Archive for August 2011
Goodbye Ortis Deley
I wrote a piece on Monday which contained some denigrating comments about Ortis Deley, the anchorman for Channel 4′s coverage of the World Athletics Championships. Yesterday there was no Ortis, relieved of his responsibilities. Today there was no athletics at all, although the internet says that it is a scheduled rest day.
In my own very optimistic understanding of cause and effect, my post effected the removal of the stricken presenter. An example of how public protest can peacefully bring about regime change.
With this in mind, my friend Wutton has uncovered another crime against humanity: Match of the Day 3. If watching this oddly smug shambles of a programme isn’t persuasive enough then read this article from the Surreal Football website, a far more coruscating polemic than I could manage.
Colin Murray, your day is numbered.
Allen Attack

Finishing Scho
I’m not massively comfortable with the use of superlatives. They’re a bit flash and unnecessary, like diamond dental crowns. It does tend to dilute the vocabulary when describing England this summer though, hence why I’ve been less than prolific recently. But now England are officially the best very good, and deserved holders of the Giant Shiny Chupa-Chup, I should pass some form of comment.
Watching the highlights today, I spied something in one fleeting frame of action. Chris Schofield had appeared on the pitch. A gormless ghostly figure from the past, from a much shitter era of English cricket. Normally the management let enthusiastic spaniel pups come bounding onto the field when a substitute is required, like that boy from One Direction who was pressed into service at the weekend.
Perhaps Schofield was introduced as a reminder of what once was. A gawky chinless reminiscence of where it all began, being one of the first signatories on a ECB central contract. So here’s to you Schoey, they couldn’t have done it without you.

Go on lick it. It's strawberries and cream.
Oh Danny Boyle
I have been invited to audition for a performing role in the opening and closing ceremonies of the 2012 Olympic Games. I am delighted to be considered, if vaguely confused. I haven’t technically “performed” in front of an audience since the age of nine. Perhaps director Danny Boyle is aware of my work in that period, which comprised two seminal turns in the local village college‘s “Day of Dance”, a Terpsichorean jamboree of all children from neighbouring primary schools.

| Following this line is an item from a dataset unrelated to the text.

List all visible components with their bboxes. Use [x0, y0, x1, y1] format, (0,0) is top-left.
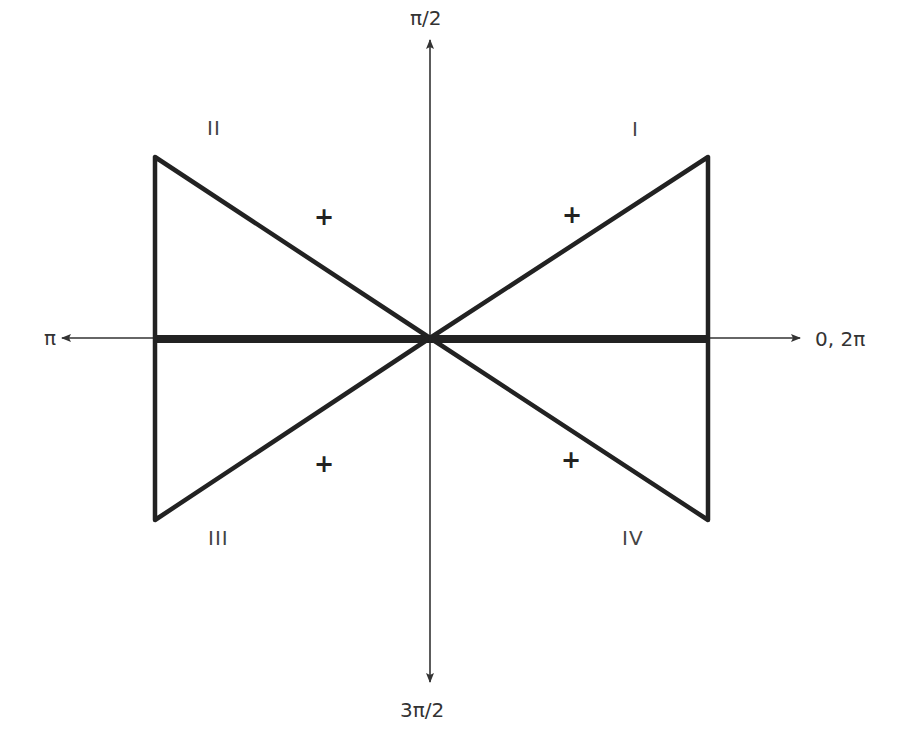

Firstly, a jaunty and enthusiastic interpretation of a gypsy fiddler, undermined only by my colleague David‘s decision to take to the stage wearing socks and thus spent most of the show on his bum, like a slightly disabled gypsy fiddler. I followed this up the next year with an impressively haunting representation of a moon-dwelling extra-terrestrial, transforming myself with a pair of thick brown tights over my head and a brown woollen jumper. It was a portrayal so terrifyingly spot on I nearly got the gig bursting out of John Hurt‘s chest in Ridley Scott‘s Alien.
Given this previous exhibitionism, Boyle has clearly assumed that I won’t balk at the opportunity to slip into a turquoise leotard and pretend to be the River Thames through the medium of prancing about a bit.
Or I’m just on a mailing list having previously expressed my interest at volunteering at the Games. Either way I’ve applied. You should too, just click here.
Ed Giddins
I was invited to write a piece on my favourite cricketer for World Cricket Watch and Balanced Sports websites. Other bloggers have also contributed to this series, using it as an opportunity to lyricize about iconic and celebrated figures of the game. I wrote about Ed Giddins. He took drugs and was a bit crap. Seminally crap as it turns out.